Posts about nostalgia

Jun62009

Everything Old is New Again

The summer movie season came faster than I expected. It will be dating myself to say that when I was in high school, Terminator 2 was the big action flick. This summer feels like a nostalgia wave: Star Trek, Transformers, and a new Terminator are all hitting the screen.

I find it interesting that we cling to serials and timeless characters, though I’ll have to do a lot more in depth analysis to grasp what I think makes a character last like that. In fantasy, the trilogy seems to be the norm, but the series is another standard. I think some series go on a bit too long, sometimes when the author has simply run out of things for the characters to do. (I’m thinking here of R.A. Salvatore’s action-packed Drizzt series, which I loved for the first eight books or so). Or an author leaves too many threads dangling, and I finish the books feeling like some important plot points were left unresolved.

But we seem drawn to everlasting characters, ones we eventually call classic. I can easily tick off a list of attempts to bring older characters forward: the upcoming Sherlock Holmes film immediately springs to mind. Some of these characters are actually immortal, drawn back from death after their creators have tried to let them go time and time again.

So how do we get from blank stock character to one we want to spend a number of books with? It’s a question I’ll be putting a lot of thought into as I think about Eastlight’s future. I’d certainly like to see it go to series and last at least as long as a trilogy. I’ve started with the idea that characters need to evolve over time, but not too quickly, so they have somewhere to go. While my two main characters certainly grow in the course of the first novel, I’ve left them a lot of room to mature and sprawl out in time. Certainly a character should be unique, original enough the reader wants to spend many books with them, but not too unique. I think of the typical romantic heroine, who shouldn’t be so offbeat or alien that your reader cannot identify with her getting the hero. Genres such as fantasy and science fiction give us the chance to work with characters radically different in culture, history, and even biology. All of these things can help to give a character flavor and a distinct background, but even strongly defining traits shouldn’t override our ability to relate to a character.

Oct122008

Final Fantasy: Distant Worlds

In the backpack right now: Novel & Short Story Writer’s Market
On the ipod: The Frames, Keepsake

We live in a strange and ever interesting world. Wednesday night, my friend invited me to the symphony, whom were performing the music of the Final Fantasy video games. I was curious to hear it, as the series has been a part of my life since high school, since the first game was released on the original NES. I stopped playing at some point, when I realized that the games were taking ever more hours to beat, and that was time I could be spending reading or writing. Still, I kept up on the series.

Wednesday’s concert included giant video screens showing footage from the games. What surprised me was how much I remembered of the footage they showed, and how good some of the music was once it was taken out of its 16, 32, and even 64 bit context.

Each game, and its cut scene movies or music evoked a very specific memory: escaping away into combat and exploration of continents when high school had me depressed. They showed the trailer for FF 8, whose main character, in the form of a giant face, followed me through Dublin the first time I went to Ireland. Strangely, I never played FF 7, the one most people seem to best remember, but I saw the movie Advent Children this summer when I went to see Colorado’s Black Canyon, an amazing piece of landscape I’ve always wanted to explore.

I was surprised how excited the crowd was to hear the guest conductor name each track. I’ve always known video games had music, it just never occurred to me that it could have such fans.

The symphony did an amazing job, bringing a full chorus to handle the vocals on the more operatic pieces, and I’ll confess that hearing the opera sequence from FF 5 made me break out in a huge grin. I’m sure that a few of the classically minded musicians resented playing material from such a source, but it speaks to the uniqueness of our age when a genre as young as video games can be translated through a media as old as classical music.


== WORK REQUEST ==
Return each entry below exactly. Skip the images.

== GIVEN ENTRIES ==
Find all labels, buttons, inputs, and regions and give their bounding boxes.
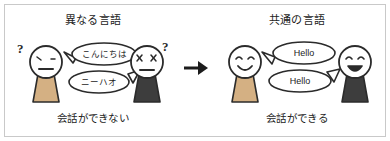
panel-right-scene: Hello Hello <box>204 30 390 106</box>
figure-b-head <box>131 46 163 78</box>
figure-a-head <box>30 46 62 78</box>
figure-d-head <box>339 46 371 78</box>
speech-bubble-hello-right: Hello <box>269 69 340 92</box>
speech-bubble-hello-right-text: Hello <box>290 76 311 86</box>
panel-different-languages: 異なる言語 ? こんにちは <box>0 0 186 141</box>
panel-left-title: 異なる言語 <box>0 11 186 27</box>
panel-left-scene: ? こんにちは <box>0 30 186 106</box>
speech-bubble-hello-left-text: Hello <box>294 48 315 58</box>
panel-right-caption: 会話ができる <box>204 110 390 125</box>
speech-bubble-nihao-text: ニーハオ <box>81 77 117 87</box>
speech-bubble-hello-left: Hello <box>262 42 335 64</box>
figure-c-head <box>229 46 261 78</box>
speech-bubble-konnichiwa: こんにちは <box>64 43 136 65</box>
speech-bubble-konnichiwa-text: こんにちは <box>82 49 127 59</box>
speech-bubble-nihao: ニーハオ <box>69 70 140 93</box>
panel-common-language: 共通の言語 Hello <box>204 0 390 141</box>
panel-right-title: 共通の言語 <box>204 11 390 27</box>
panel-left-caption: 会話ができない <box>0 110 186 125</box>
question-mark-right: ? <box>162 39 169 54</box>
question-mark-left: ? <box>17 41 24 56</box>
illustration-figure: 異なる言語 ? こんにちは <box>0 0 390 141</box>
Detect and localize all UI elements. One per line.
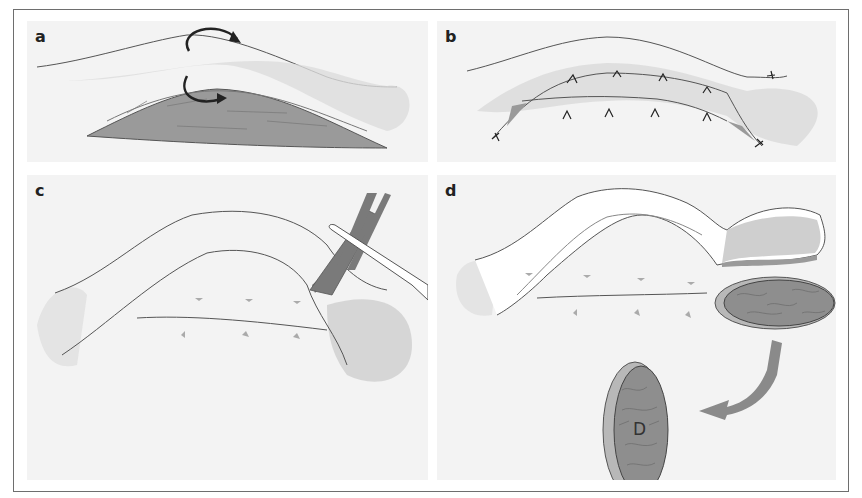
panel-label-a: a xyxy=(35,27,46,46)
panel-label-d: d xyxy=(445,181,456,200)
panel-label-b: b xyxy=(445,27,456,46)
eyelid-rotation-illustration xyxy=(27,21,428,162)
panel-b: b xyxy=(437,21,836,162)
panel-d: d D xyxy=(437,175,836,480)
incision-illustration xyxy=(27,175,428,480)
panel-a: a xyxy=(27,21,428,162)
graft-label: D xyxy=(633,419,646,439)
panel-c: c xyxy=(27,175,428,480)
sutured-eyelid-illustration xyxy=(437,21,836,162)
panel-label-c: c xyxy=(35,181,44,200)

== TASK RESPONSE ==
Find all labels, buttons, inputs, and regions and give their bounding boxes.
panel-right-scene: Hello Hello <box>204 30 390 106</box>
figure-b-head <box>131 46 163 78</box>
figure-a-head <box>30 46 62 78</box>
figure-d-head <box>339 46 371 78</box>
speech-bubble-hello-right: Hello <box>269 69 340 92</box>
speech-bubble-hello-right-text: Hello <box>290 76 311 86</box>
panel-different-languages: 異なる言語 ? こんにちは <box>0 0 186 141</box>
panel-left-title: 異なる言語 <box>0 11 186 27</box>
panel-left-scene: ? こんにちは <box>0 30 186 106</box>
speech-bubble-hello-left-text: Hello <box>294 48 315 58</box>
panel-right-caption: 会話ができる <box>204 110 390 125</box>
speech-bubble-nihao-text: ニーハオ <box>81 77 117 87</box>
speech-bubble-hello-left: Hello <box>262 42 335 64</box>
figure-c-head <box>229 46 261 78</box>
speech-bubble-konnichiwa: こんにちは <box>64 43 136 65</box>
speech-bubble-konnichiwa-text: こんにちは <box>82 49 127 59</box>
speech-bubble-nihao: ニーハオ <box>69 70 140 93</box>
panel-common-language: 共通の言語 Hello <box>204 0 390 141</box>
panel-right-title: 共通の言語 <box>204 11 390 27</box>
panel-left-caption: 会話ができない <box>0 110 186 125</box>
question-mark-right: ? <box>162 39 169 54</box>
question-mark-left: ? <box>17 41 24 56</box>
illustration-figure: 異なる言語 ? こんにちは <box>0 0 390 141</box>
Detect and localize all UI elements. One per line.
panel-label-a: a xyxy=(35,27,46,46)
panel-label-d: d xyxy=(445,181,456,200)
panel-label-b: b xyxy=(445,27,456,46)
eyelid-rotation-illustration xyxy=(27,21,428,162)
panel-b: b xyxy=(437,21,836,162)
panel-d: d D xyxy=(437,175,836,480)
incision-illustration xyxy=(27,175,428,480)
panel-a: a xyxy=(27,21,428,162)
graft-label: D xyxy=(633,419,646,439)
panel-c: c xyxy=(27,175,428,480)
sutured-eyelid-illustration xyxy=(437,21,836,162)
panel-label-c: c xyxy=(35,181,44,200)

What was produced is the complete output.